Friday, 18 March 2011

1992 Erasure: Abba-Esque

I can tell you from memory that Abba's UK stock circa 1992 wasn't at a premium. The recent past really was another country, and whilst it's fair to say that they'd never really gone away completely, their name was only there to be dropped in an eyebrow raising 'look how funny they were' dismissal of seventies kitsch culture that saw them lumped in as part and parcel of tartan trousers, kipper ties, Ford Cortinas and lava lamps. Not everybody of course, but popular culture and mass acceptance had moved on without taking Bjorn and the gang along with it and it left them stranded as a tolerated memory rather than a genuinely fond one, and something that UK folk were as keen to put behind them as post war Germans were of the Nazis.

All changed now - nostalgia became big business with the turn of the century with the BBC's series of 'I Love' programmes that brought some sun to what were previously regarded as winters of discontent and the seventies/eighties came to provide a rich seam of cultural touchstones and shared memories that, once regarded as straw, could now be spun into the gold of cash. Abba's corpse was as fair game as anything else and it was given the initial kiss of life via tribute acts like Bjorn Again spreading the word while later, the musical 'Mamma Mia' unfroze hearts, removed stigma and cemented Abba as everybody's favourite singalongaseventies band, even if some still feel the need to caveat their liking with the defence of irony.
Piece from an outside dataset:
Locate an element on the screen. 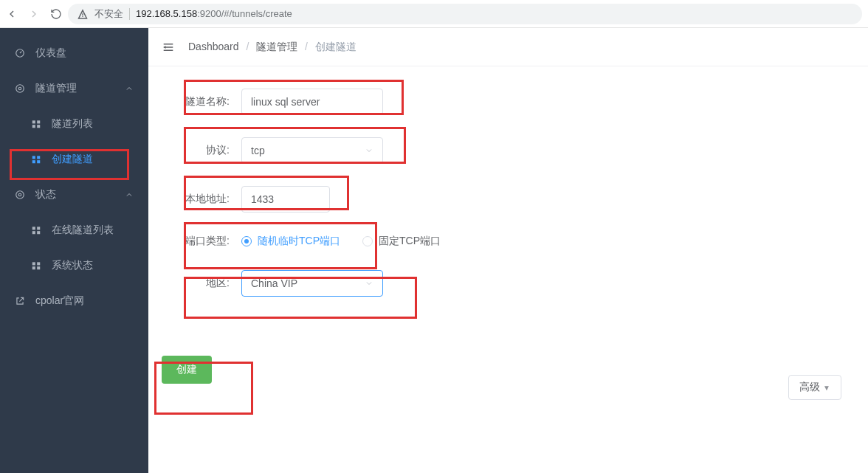 This screenshot has width=868, height=473. crumb-dashboard: Dashboard is located at coordinates (214, 46).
A simplistic analysis true, but accurate enough for my purposes.


Erasure's EP played no small part in kick-starting this re-juvenation. In some ways it was a brave move - a successful pop act at their peak risking potential career suicide by rewinding the clock to revive four songs from a discredited band. But then on the other hand, not that brave at all - Vince Clark was a man born with a ear for a good tune and he knew that, when stripped of all the glam and glitter, Abba came stuffed full of them. Over the course of the four songs on this EP, he unpicks their backbone so that each is driven by a core synthesiser bounce that spotlights the main melody inherent in each. Yet despite their back to basics execution, the four songs on offer here are rendered curiously flat and impersonal, reduced to their lowest common denominator with the emotional core so important to the best of Abba's songs removed until they're plucked out as a karaoke backing track with an unwanted vocal. And 'unwanted' because what's also sorely lacking are the dynamic sparks that flew from the clash of Anni-Frid and Agnetha's ice and fire vocals. Put simply, Andy Bell's nasally whine can't compete and it adds little to the tunes, least of all personality.
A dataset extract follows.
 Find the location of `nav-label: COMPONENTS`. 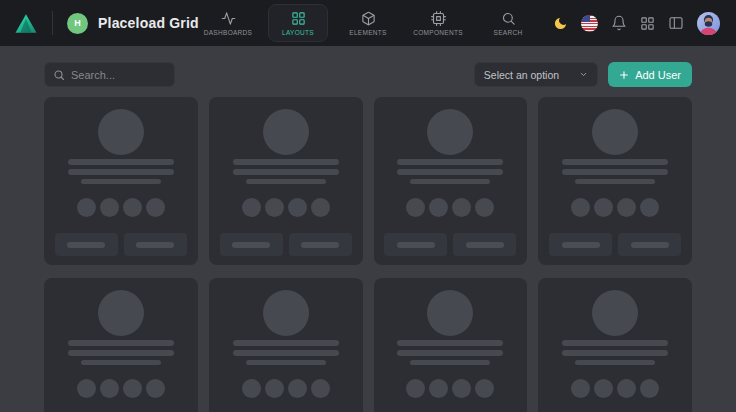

Take the opening lines of 'SOS' as a case in point - "Where are those happy days, they seem so hard to find" - Agnetha's vocal was heartbreaking in its resignation, a sense of human fragility underpinning the juggernagught of a chorus that made it something more than a simple pop tune. In contrast, Bell's disinterest lights no fires and his overly respectful approach vacuums out all the joy to render it a flat plain carried by the tune, itself served up on the same low key keyboard tricks Clark learned back in his Depeche Mode days. The same goes for the remainder - 'Voulez Vous' former icy glide gets fitted with snow tyres to cramp its style, and while 'Lay All Your Love On Me' aims for trance anthem status, it's brought down to earth by Bell's disinterest. The only real addition of note is an MC Kinky rap over 'Take A Chance On Me' that's as unexpected as a black cloud in a clear blue sky and it fires a shotgun blast into the face of the tune's jovial bounce to kill it dead.
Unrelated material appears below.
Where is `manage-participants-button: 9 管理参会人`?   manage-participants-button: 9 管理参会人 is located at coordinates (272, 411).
In fairness, Erasure always saw this project as a diversion with nobody trying to re-invent the wheel and on that level the EP is pop fun and perfect fodder for a provincial nightclub playlist on a nineties Saturday night. But there's a strain about the songs that tarnishes their efforts, of trying to take the songs to a place where they really don't want to go. Like your dad showing he's still got 'it' at the disco, appreciation borders on humouring toleration and is in any case firmly on a camp and ironic level only (though when something is as formulaic, predictable and ordinary as this then there can be no surprise that it finds its own level).